By Aron Solomon / For The Herald
Washington state launched the Limited License Legal Technician (LLLT) program in 2015, with the truly admirable goal of training practitioners to provide affordable, regulated and skilled legal services to the people in the state who had family law issues but couldn’t afford a lawyer.
Only five years after the launch of what was, on the ground, an overwhelmingly successful program, the state Supreme Court turned on the program and ended it. There is little in the legal innovation space more disappointing than putting resources behind a new program to give more people access to justice, seeing promising initial results, and then having the program end before it can get the ultimate traction it deserves. But that’s exactly what happened here.
The question that remains is whether the state will ultimately be allowed to get away with it.
Washington’s LLLT program was killed off just as the American Bar Association House of Delegates passed Resolution 115 in February, 2020. The resolution “encourages U.S. jurisdictions to consider regulatory innovations that have the potential to improve the accessibility, affordability and quality of civil legal services, while also ensuring necessary and appropriate protections that best serve clients and the public.” These are all goals that the Washington LLLT license has already met.
For those thinking that the LLLT was a cakewalk and would produce practitioners with a level of training and skill below what is reasonably necessary to properly serve their clients, this simply was never the reality of the programs’ rigorous requirements. Admission and Practice Rule 28 was finalized in 2015 and allowed only paralegals meeting certain educational standards and having passed a test to perform limited practice in the area of family law in the state.
As of early 2015, LLLTs in Washington are also allowed to become minor partners in law firms and share fees with lawyers, making Washington the only state in the union that allows non-lawyer ownership of a law firm. Yet, even though legal technicians can be part owners of law firms, they aren’t permitted to supervise lawyers in any way.
This entire issue really grabbed my imagination, so I spent a few weeks in dialogue with people who have made it through the program and are successfully practicing. Because of the ongoing tension with some lawyers and the potential for further judicial involvement, I am summarizing these conversations and keeping the sources anonymous.
One legal tech spoke at length about the diversity not only in the clients served, but in the people who are attracted to the program itself. They noted that there was a huge diversity in the legal technician pipeline, including people of color, as well as those who have degrees of disability that affected their decision not to go to law school but instead to work hard for their legal tech license.
Another legal tech shared the story of more than five years of work to get their license given the complexities of their personal situation. From what I learned, this is a person who has the passion and talent to earn a law degree, just not the personal circumstances to make that a reality. My take is that for many legal techs, the program took a long time, depending whether the candidate had all the paralegal education needed to start with, which can add at least a year (if the candidate already has a bachelor’s degree) but could likely add two or more years.
Everyone I interviewed was sure to specify that they were well aware that they have to be especially mindful of the limits of their role. They have a carefully defined list of prohibited activities. And they have to be comfortable referring clients to lawyers for matters outside their expertise or purview. But these conversations revealed to me a group of dedicated professionals (not “paraprofessionals”) whose daily activities resemble the work of many lawyers. These techs analyze legal issues, perform legal research, draft legal papers and provide valuable legal advice to their clients; again, clients who would more than likely not be able to afford counsel.
The sad ending — at least for now — is that the LLLT program has been killed off (the term being used is “sunsetted”) by the state, with the official end next summer, though no new candidates can now register. Yet it’s clear that the termination of this program is ripe for judicial review. I have heard rumblings from the state that a viable case could come forward with the potential to work its way back before the state justices.
If a case coming out of the discontinuation of the LLLT program does manage to climb up the court system, this would be a great thing for access to justice. Far too much of what these legal techs do doesn’t need to be done by lawyers. This is a fantastic program that steps in where other initiatives have failed; it gives more people access to the legal system.
Ultimately, I’m only scratching the surface of an issue that merits a lot more digging; by both journalists and jurists. It seems that the most critical legal process issue here is the ridiculous disconnect between the program’s establishment and operation and its abrupt shutdown. For a program designed to help a lot of people in the state in need of access to justice, its sunsetting is simply unjust.
Aron Solomon is the head of strategy for Esquire Digital and the editor of Today’s Esquire. He has taught entrepreneurship at McGill University and the University of Pennsylvania, and was the founder of LegalX, the world’s first legal technology accelerator.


__Goal of the exercise__
Output only the lines from the line holding "The width and height of the screenshot is (472, 318)." through the close of the records, exactly as they appear, with all pictures omitted.

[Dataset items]
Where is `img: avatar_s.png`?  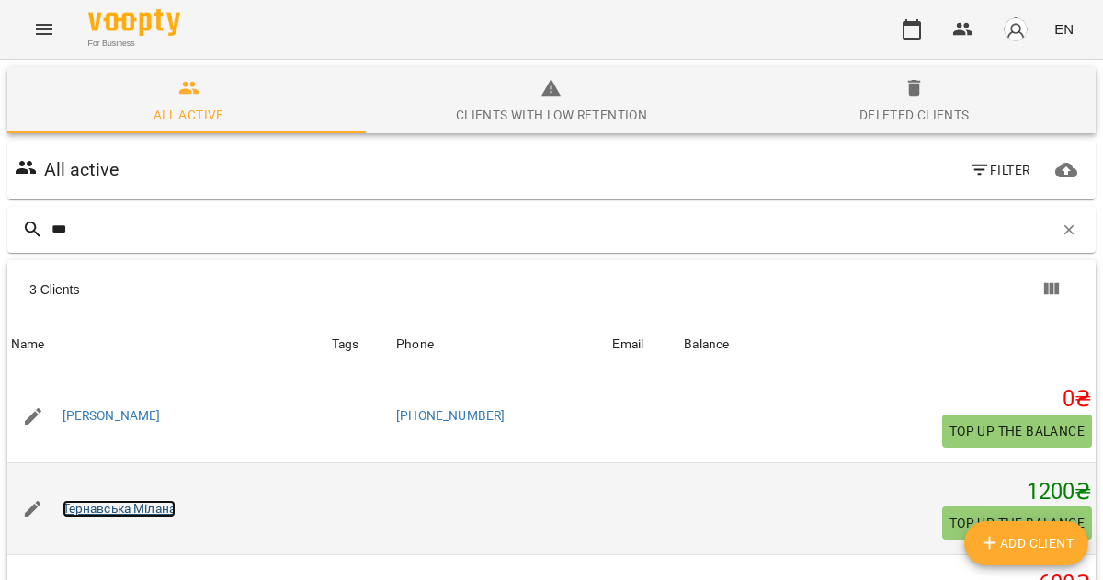 img: avatar_s.png is located at coordinates (1016, 29).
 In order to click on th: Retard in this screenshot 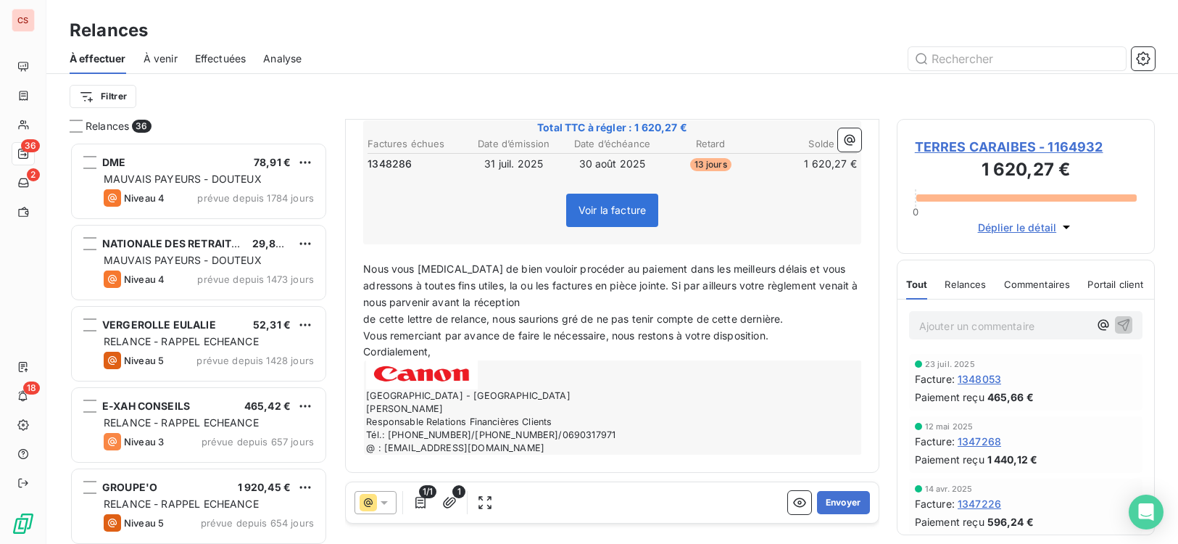, I will do `click(711, 144)`.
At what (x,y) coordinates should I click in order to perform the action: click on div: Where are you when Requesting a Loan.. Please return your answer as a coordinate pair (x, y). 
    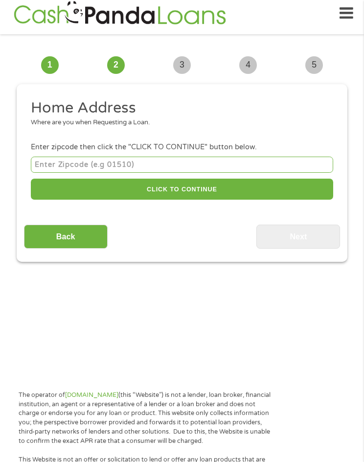
    Looking at the image, I should click on (178, 123).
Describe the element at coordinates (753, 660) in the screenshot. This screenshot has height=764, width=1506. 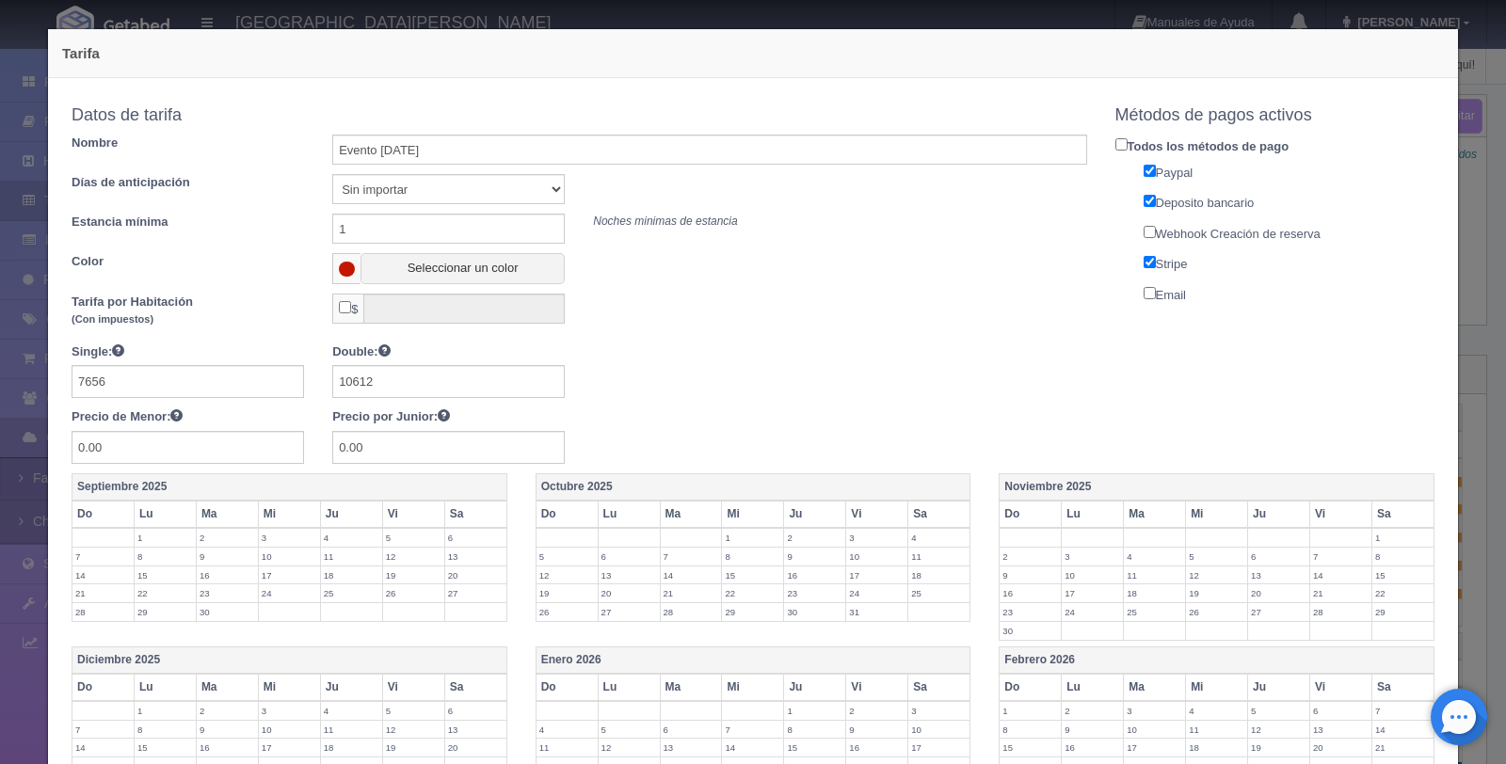
I see `th: Enero 2026` at that location.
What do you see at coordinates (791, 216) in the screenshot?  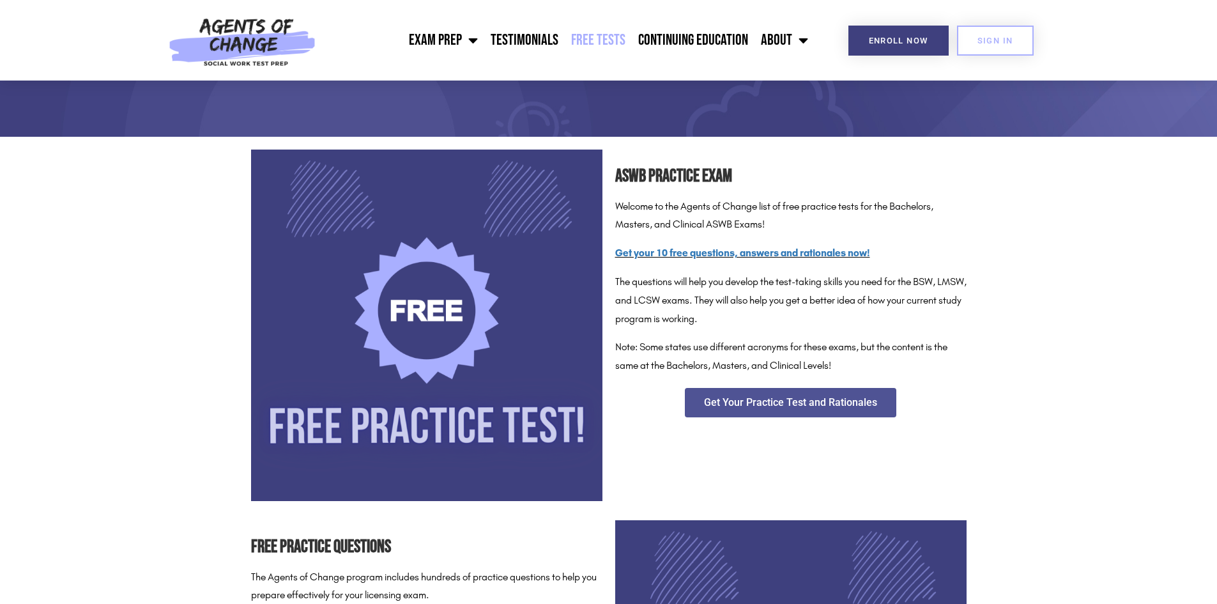 I see `p: Welcome to the Agents of Change list of free practice tests for the Bachelors, Masters, and Clini...` at bounding box center [791, 216].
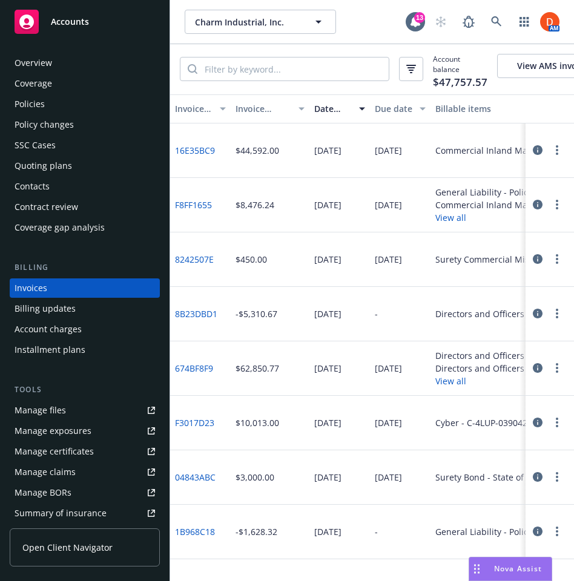 The height and width of the screenshot is (581, 574). I want to click on a: F8FF1655, so click(193, 205).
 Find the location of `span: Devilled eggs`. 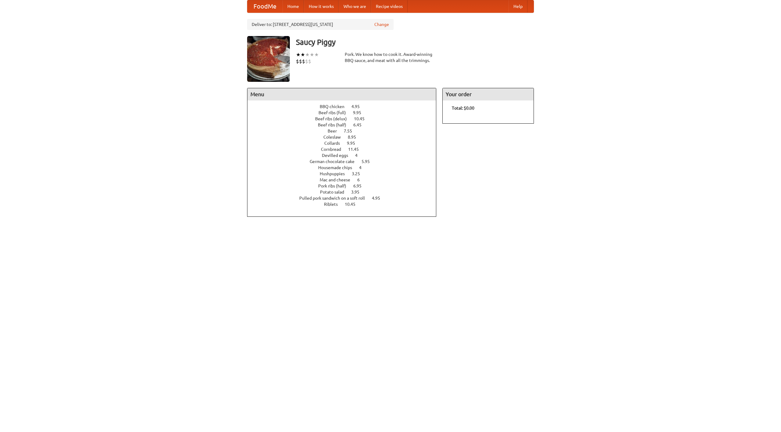

span: Devilled eggs is located at coordinates (338, 155).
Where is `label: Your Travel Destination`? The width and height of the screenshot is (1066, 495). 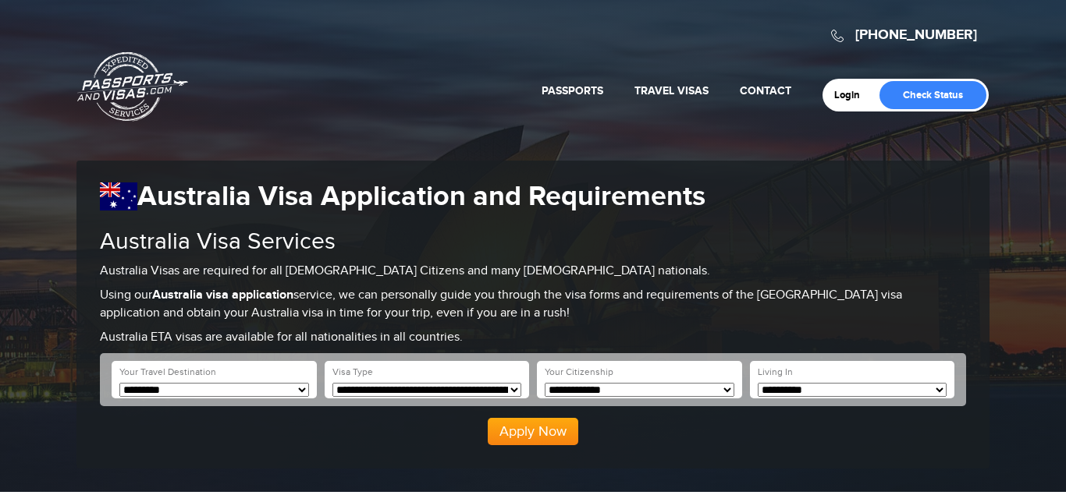 label: Your Travel Destination is located at coordinates (168, 372).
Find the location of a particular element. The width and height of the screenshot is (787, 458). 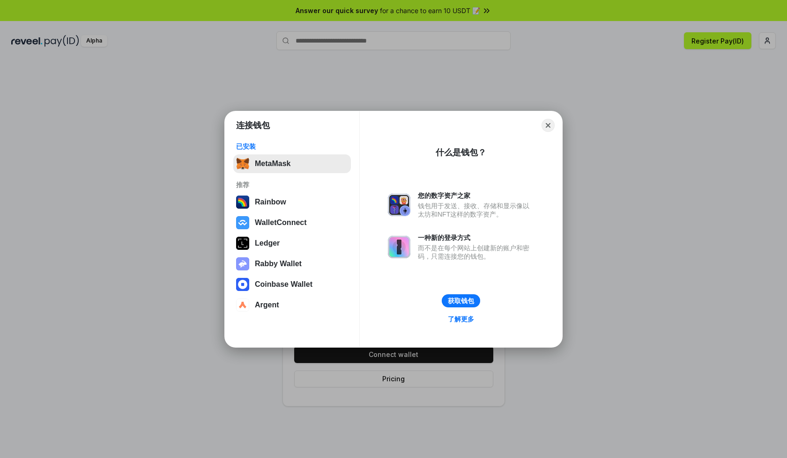

button: Argent is located at coordinates (292, 305).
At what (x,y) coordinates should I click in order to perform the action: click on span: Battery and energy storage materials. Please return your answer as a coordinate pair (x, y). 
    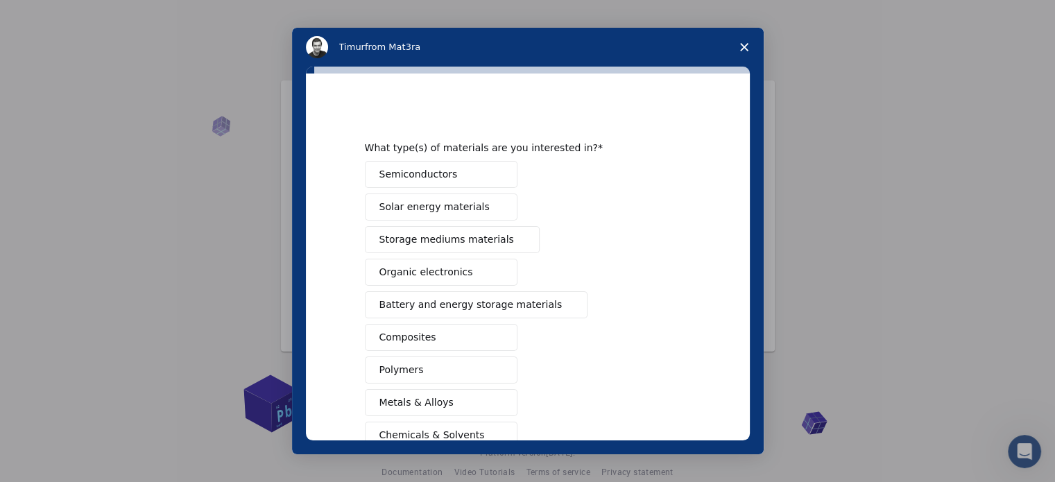
    Looking at the image, I should click on (471, 305).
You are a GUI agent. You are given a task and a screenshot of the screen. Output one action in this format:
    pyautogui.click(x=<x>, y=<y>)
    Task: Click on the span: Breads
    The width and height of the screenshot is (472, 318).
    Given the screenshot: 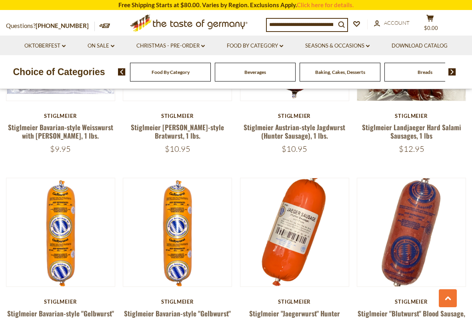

__Task solution__
    The width and height of the screenshot is (472, 318).
    Given the screenshot: 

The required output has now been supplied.